Creating a community means continuously feeding it something new and interesting. It can be time consuming and hard at first, but you must do everything you can, to establish a routine. Most content creators find success after 2 years of consistent activity. Yes, it’s not a fast process, it’s a serious time commitment.
4. Avoid spending too much time on creating content
There’s tons of different content you can share, but each type takes different amount of time to make.
Keep your best and most time-consuming content for when you already have a stable community. It can be tempting to spend hours creating cool things to post, but it will most likely be lost and ignored when you’re just starting out. Spending 10 hours creating a video seems like a great time investment. I can tell you from experience, that without an established community and serious planning, those 10 hours are better spent interacting with your audience directly, chatting about whatever.

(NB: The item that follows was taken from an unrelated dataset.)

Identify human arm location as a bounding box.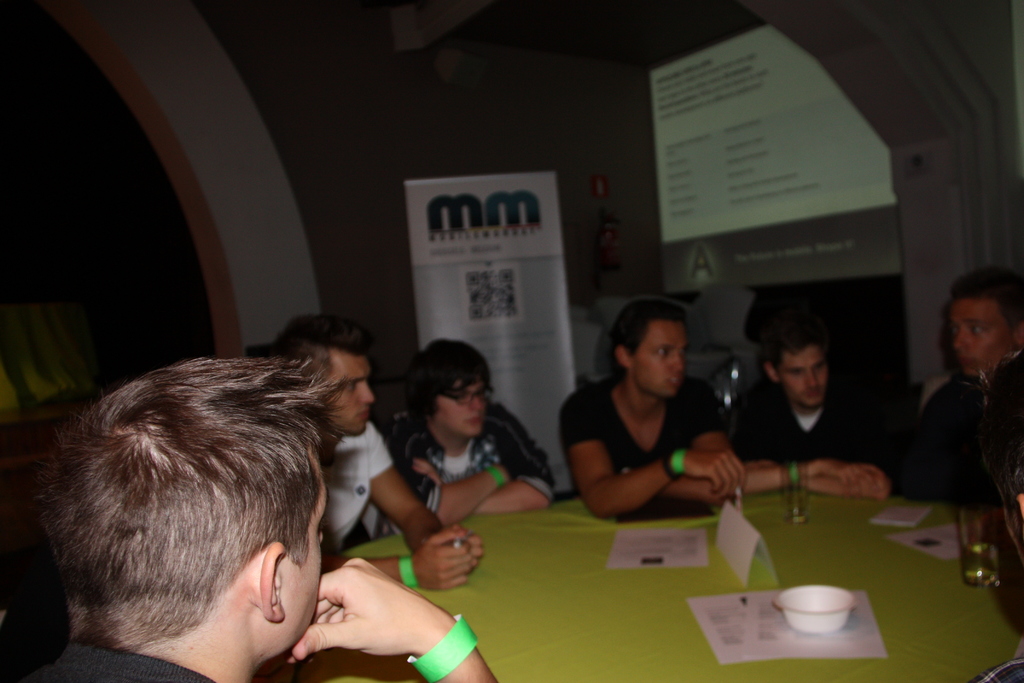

It’s like riding a bicycle, you have to start off slow, before you’re ready to go fast without crashing. Start with the basics – interacting with your community, talking about subjects that are relevant to them. Sharing gifs, screenshot and just plain being present and active, does wonders to build trust, interest and engagement.
5. Never talk about…
Politics, social issues, religion, controversial or polarizing topics.
Remember the first point I mentioned. Unless the topic serves to gather more people together, best to avoid. This is not your moment to express your opinion to the world, your community is here for other reasons.
It takes practice and great psychology skills to talk about hot topics with a group of people from different backgrounds. If you want to practice, do it far away from the community you are building. Keep your own opinions and feelings, no matter how just or pressing, to your group of friends. It will save you time and help to avoid building a community full of bile and anger. You reap what you sow.
6. Create a calendar
Break it up and write it down to save time.
There are countless events, opportunities and fun things happening throughout the year. Make sure to look them up and mark them on your calendar. Social Media is about planning and consistency and keeping track of your posts or things to do in your community is a great way to be consistent and engaging.
7. Schedule when you can
It saves you time and piece of mind.
Your fans are all over the globe and you can’t be online 24/7 To reach all of your potential audience, you need to post content at different times of day. Countless services like Sprout, Loomly, Hootsuit and others, can help you with that. They will also gather most of your accounts in one place for easy access.
All of them have free memberships that will help you get a head start. As a bonus, you will have an easier time tracking your work, with the help of their calendars.
8. Start building an FAQ from day one
If you’re new to social media, you’ll be amazed at how many times people can ask the same question over and over again. Doesn’t matter if it’s been talked about ten times already and discussed in all possible ways. Someone will come along and instead of searching for the answer, will send you a direct message with the question. It’s your job to answer it!
Save time and start collecting popular questions and answers now! Keep a document on hand and update it frequently. If you see the same question asked a third, forth time – save your answer. The next ten times will be made easier by you just copying and pasting the answer, instead of having to type it up all over again.
Engaging with your audience can be a fun experience that gives you a confidence boost or drains your energy. Make sure to follow best practices to get positive results that help you achieve your goal.